The due process advocates are wrong for they cannot empathize with the victims of crime. They diminish the negative consequences of drugs and violence. And they are oblivious to the fact that the narratives of due process and human rights can be utilized as shields by the criminal and the corrupt to evade punishments. The Commission on Human Rights (CHR) is indeed a trustworthy institution. But even the CHR can sometimes be manipulated by cynical groups with an axe to grind against the political system.

So, can there be a happy compromise? Can we combine crime control and due process together? The answer is a resounding yes, if we open our eyes and suspend our myopic views.
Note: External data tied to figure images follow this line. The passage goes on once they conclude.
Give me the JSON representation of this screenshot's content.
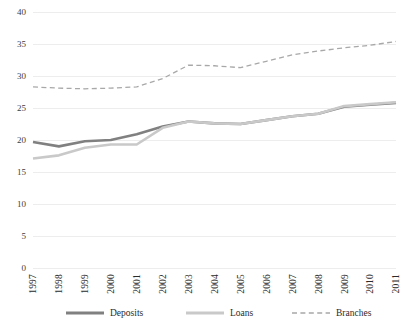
{
  "chart_data": {
    "type": "line",
    "title": "",
    "subtitle": "",
    "xlabel": "",
    "ylabel": "",
    "categories": [
      "1997",
      "1998",
      "1999",
      "2000",
      "2001",
      "2002",
      "2003",
      "2004",
      "2005",
      "2006",
      "2007",
      "2008",
      "2009",
      "2010",
      "2011"
    ],
    "ylim": [
      0,
      40
    ],
    "ytick_step": 5,
    "yticks": [
      "0",
      "5",
      "10",
      "15",
      "20",
      "25",
      "30",
      "35",
      "40"
    ],
    "grid": "horizontal",
    "legend_position": "bottom",
    "series": [
      {
        "name": "Deposits",
        "color": "#808080",
        "style": "solid",
        "width": 2.6,
        "values": [
          19.7,
          19.0,
          19.8,
          20.0,
          20.9,
          22.1,
          22.9,
          22.6,
          22.5,
          23.1,
          23.7,
          24.1,
          25.2,
          25.5,
          25.8
        ]
      },
      {
        "name": "Loans",
        "color": "#c9c9c9",
        "style": "solid",
        "width": 2.6,
        "values": [
          17.1,
          17.6,
          18.8,
          19.3,
          19.3,
          21.9,
          22.9,
          22.6,
          22.5,
          23.1,
          23.7,
          24.1,
          25.3,
          25.6,
          25.9
        ]
      },
      {
        "name": "Branches",
        "color": "#a8a8a8",
        "style": "dashed",
        "width": 1.3,
        "values": [
          28.3,
          28.1,
          28.0,
          28.1,
          28.3,
          29.6,
          31.7,
          31.6,
          31.3,
          32.3,
          33.3,
          33.9,
          34.4,
          34.8,
          35.4
        ]
      }
    ]
  },
  "legend": {
    "items": [
      {
        "label": "Deposits"
      },
      {
        "label": "Loans"
      },
      {
        "label": "Branches"
      }
    ]
  },
  "axis": {
    "y_tick_labels": [
      "40",
      "35",
      "30",
      "25",
      "20",
      "15",
      "10",
      "5",
      "0"
    ],
    "x_tick_labels": [
      "1997",
      "1998",
      "1999",
      "2000",
      "2001",
      "2002",
      "2003",
      "2004",
      "2005",
      "2006",
      "2007",
      "2008",
      "2009",
      "2010",
      "2011"
    ]
  }
}
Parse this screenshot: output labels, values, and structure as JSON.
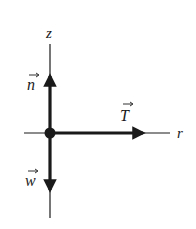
{
  "diagram": {
    "axes": {
      "vertical_label": "z",
      "horizontal_label": "r"
    },
    "vectors": [
      {
        "id": "n",
        "label": "n",
        "direction": "up",
        "description": "normal force"
      },
      {
        "id": "w",
        "label": "w",
        "direction": "down",
        "description": "weight"
      },
      {
        "id": "T",
        "label": "T",
        "direction": "right",
        "description": "tension"
      }
    ],
    "colors": {
      "ink": "#1a1a1a",
      "background": "#ffffff"
    }
  }
}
We can control crime, drug use, corruption and terrorism the way Duterte imagines it: swift, severe, certain. We can deter future offenders by sending the message we mean business: you will be punished harshly. We can give emphasis to the sufferings of crime victims and make offenders fully accountable to their acts.

Integrated approach

And we can do this by fully observing the tenets of due process and human rights. We don’t have to use shortcuts and give unlimited powers to the police. We can do this by a holistic integrated approach.

First, we need structural reforms by improving the number of qualified police, prosecutor, defense lawyer, judicial, jail, prison, probation and parole personnel, by improving their remuneration, and by alleviating their working environments.

Second, we need organizational reforms by improving police, court and correctional management, by introducing problem oriented policing, by introducing efficacy in court hearings, by introducing modern correctional treatment.

Third, we need cultural reforms by professionalizing our criminal justice personnel, by sensitizing them with concepts of integrity and accountability, by introducing gender sensitivity and cultural diversity.

There are many other ways to improve the criminal justice system. These have all been laid out by criminal justice advocates and developmental workers who had painstakingly studied and worked for the improvement of the system in the past 30 years. But they fell short due to the inherent elitism of the political system.

The popularity of President Duterte and the willingness of the Filipino people to embrace change can provide the right atmosphere for improving the criminal justice system.

Now, if only there’s room for dialogue and compromise. – Rappler.com

Raymund Narag is a Filipino criminologist dedicated to the understanding of Filipino criminal behavior and to development of  appropriate responses to criminal acts. He currently teaches criminology in Southern Illinois University Carbondale.